Why Does This Matter?
As we prepare to wrap things up this morning, I want to ask a simple question: why does this matter? Why are we talking about all this today?
I see at least three reasons why we needed to make this stop this morning, and why this all matters to our lives today:
1) The first one, as I mentioned at the beginning, is that before we went any further, we had to clarify that that this story is our story. The Jewish Scriptures are our Scriptures. These covenants are our covenants. As Gentile believers in Jesus the Messiah, we really have been made a part of this story.
2) Second, as we understand our part in all of this, and how we’ve been brought into something that’s been going on for so long, it should cause us to have humility. That’s what Romans 11 talks about. After this discussion of the olive tree, Paul writes “Do not be arrogant towards the branches… So do not become proud, but fear” (Romans 11:18, 20).
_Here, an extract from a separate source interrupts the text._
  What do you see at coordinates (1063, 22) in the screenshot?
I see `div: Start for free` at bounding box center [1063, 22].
We’ve been invited to join something very old and very precious, and not because we are special. Only because of Jesus. We were outsiders who have been made insiders because someone else died for us.
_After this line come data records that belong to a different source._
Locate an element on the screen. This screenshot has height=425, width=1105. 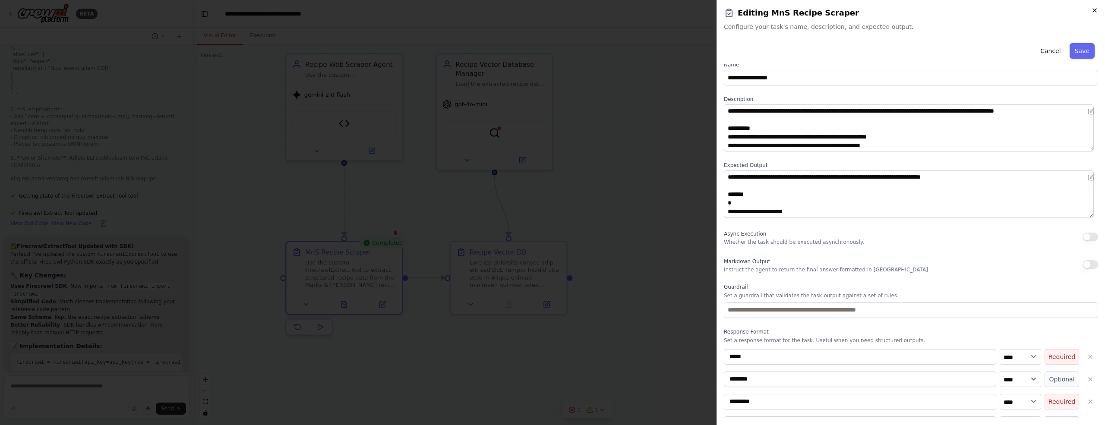
button: Optional is located at coordinates (1062, 379).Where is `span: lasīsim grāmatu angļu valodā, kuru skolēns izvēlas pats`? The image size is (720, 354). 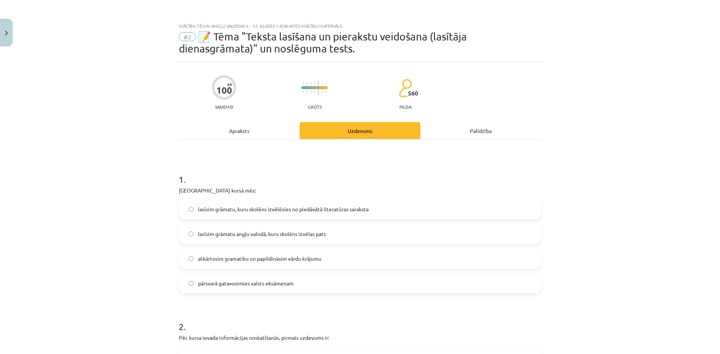 span: lasīsim grāmatu angļu valodā, kuru skolēns izvēlas pats is located at coordinates (262, 234).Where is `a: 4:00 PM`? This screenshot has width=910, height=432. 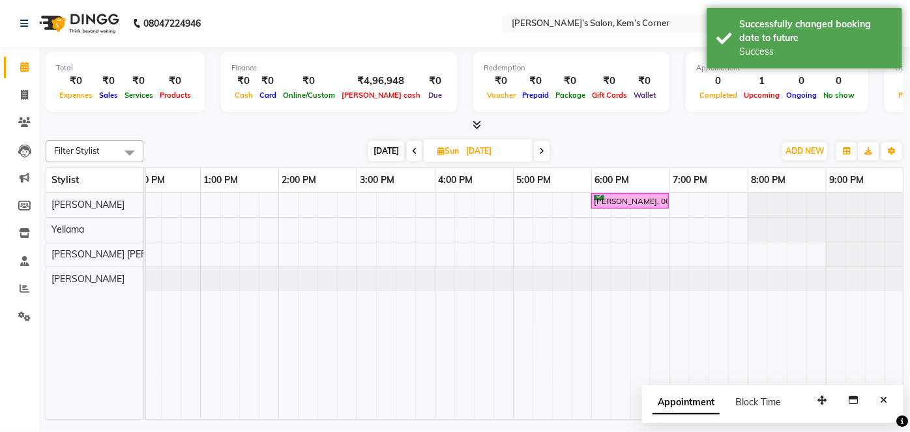 a: 4:00 PM is located at coordinates (456, 180).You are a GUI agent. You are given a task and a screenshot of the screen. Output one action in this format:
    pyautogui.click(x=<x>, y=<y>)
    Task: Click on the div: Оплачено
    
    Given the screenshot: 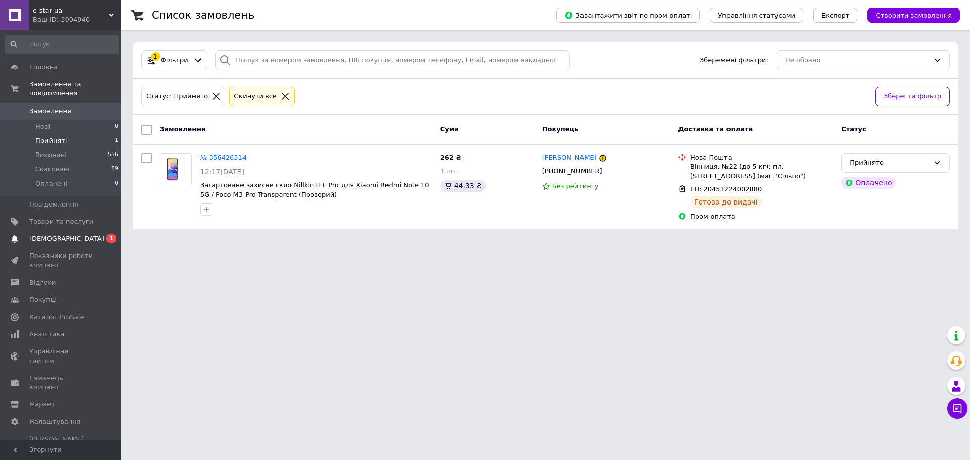 What is the action you would take?
    pyautogui.click(x=868, y=183)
And so we should feel very humbled by this. There should be no swagger in the Christian life. No pride. We should be people marked by thankfulness and humility.
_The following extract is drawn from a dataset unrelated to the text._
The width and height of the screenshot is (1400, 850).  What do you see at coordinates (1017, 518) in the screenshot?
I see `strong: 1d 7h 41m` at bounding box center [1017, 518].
3) Third, it’s important for us to think about ourselves as a part of a people, because it reminds us that being a New Creation in Christ is not a solo mission. It’s not just “Jesus and me.” Instead, it’s Jesus and us. We’re a part of a people, a new humanity who will inhabit the New Heavens and the New Earth forever.
And there’s a lot of practical implications that come from thinking about ourselves this way.
For example, look around you for a moment. These are the people that you get to live forever with. And if eternal life has already begun, like we heard last week, then these are the people that you have already started to live forever with.
Do we live like that? Do we live like we’re a part of the people of God, a fellow citizen of the New Earth? Do we live like we’re in this together and that we’ve already begun to spend eternity together?
What would that look like to live that way? Well, let’s consider these words from Colossians 3 which talk about how we should live together as one body in Christ:
“Do not lie to one another, seeing that you have put off the old self with its practices and have put on the new self, which is being renewed in knowledge after the image of its creator. Here there is not Greek and Jew, circumcised and uncircumcised, barbarian, Scythian, slave, free; but Christ is all, and in all. Put on then, as God’s chosen ones, holy and beloved, compassionate hearts, kindness, humility, meekness, and patience, bearing with one another and, if one has a complaint against another, forgiving each other; as the Lord has forgiven you, so you also must forgive. And above all these put on love, which binds everything together in perfect harmony. And let the peace of Christ rule in your hearts, to which indeed you were called in one body. And be thankful.” (Colossians 3:9–15).
We could spend another couple of hours with those words. Don’t worry—we won’t. But I’d invite you to apply this message this morning by going home and reading through those words again. Colossians chapter 3, verses 9-15. Read it slowly, and really soak in what it’s saying about you and your fellow brothers and sisters in Christ. And pray: “Lord, where do I need to grow? What do I need your help to do better in? How can I better take up my place as a member of the people of God?”
We’re going to close here by standing and singing together again that Abraham, Isaac and Jacob are our fathers through faith in Christ. That in Christ, we are Abraham’s offspring and children of the promise.
And just like our fathers, we’re going to walk this stretch of our earthly journey together, by faith, looking ahead to all that’s in store.